I have taught writing for many years – to middle schoolers, high schoolers, and college level. I was a writing and English tutor for also – to both public school students and homeschoolers.

We don’t use a writing curriculum in our homeschool because I am confident in my teaching methods.

We have reviewed IEW and it’s a good program. We’ve used workbooks, monthly calendar journal topics, and scripted curricula to see if it would help or interest my kids with writing.

I found most of it was worthless busy work.

We do lots of informal writing in journals and notebooking pages from preschool on. When left alone, kids love to write, mimicking their parents, elder siblings, anyone they see writing regularly. I keep regular prayer journals and we love notebooking.

I don’t teach English.

I never pressure my kids to write.
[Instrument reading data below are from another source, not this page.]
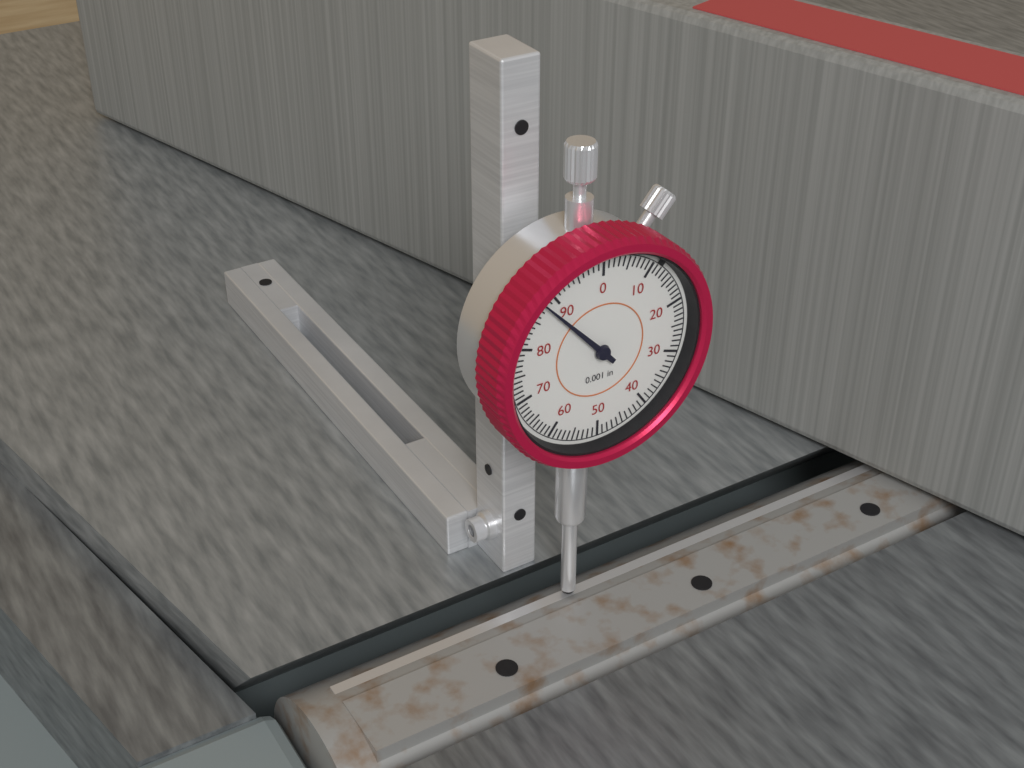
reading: 0.088 in
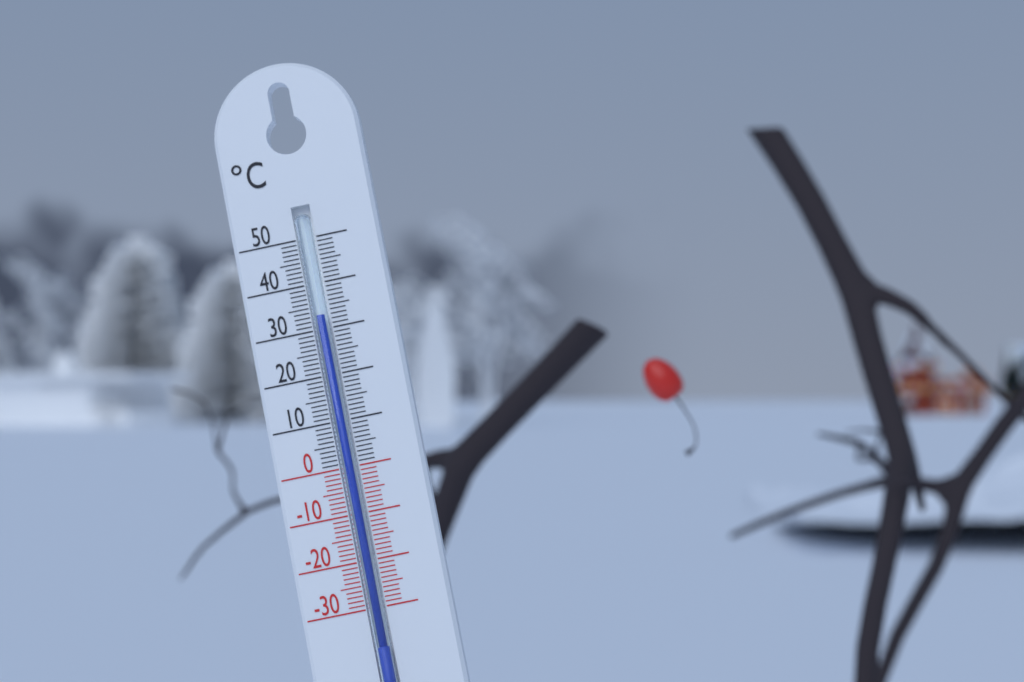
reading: 33 °C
I only encourage them to write formally in high school.

The early years are for the gathering of facts, memorizing, filling the empty bucket with so much knowledge, stored for use later on. These are the grammar years and we focus on play, experiential learning, basics of reading, writing, and math. Exploring with science and history and art and music and great literature. Journaling is more for handwriting practice with copywork, memorization, and fact recording. Form and quality is more important than quantity.

The middle years are for making connections with all that knowledge stored away. Grammar rules begin to make sense. I love to see the beginnings of self-correction in their behavior. The understanding of relationships among people, events, and experiences help with the overall comprehension of history, science, the arts, and literature. We continue to explore the world around us and journal about it more purposefully. I limit anxiety by eliminating grades – and correction unless asked. I begin teaching good writing methods, like eliminating slang, contractions, and filler phrases sucah as “needless to say.” I address indenting and correct pronunciation. Reader notebooks are a great way to interact with books and begin to synthesize with reading.

The upper years are for synthesis with the knowledge and connections. This is when abstract thinking comes into play. There’s no sense wasting time forcing kids to learn to write when they still can only think concretely. Sure, they can memorize the methods, but the magic is lost. Waiting until high school to encourage writing is so much more fulfilling. We work on analyzing literature, history, psychology, sociology – comparing and contrasting, research and criticism.

How to Write a Paragraph

Here is a PDF file of my Paragraph Instruction outline.

I have used this paragraph outline with my own children, middle schoolers, high schoolers, and college level students.

The best way to learn how to write is to practice.

I don’t expect the same quality paragraph from an elementary student that I do from an 8th grader. I expect more from college students than I do high schoolers. But the difference lies mainly in complexity and vocabulary. The format is the same across the board.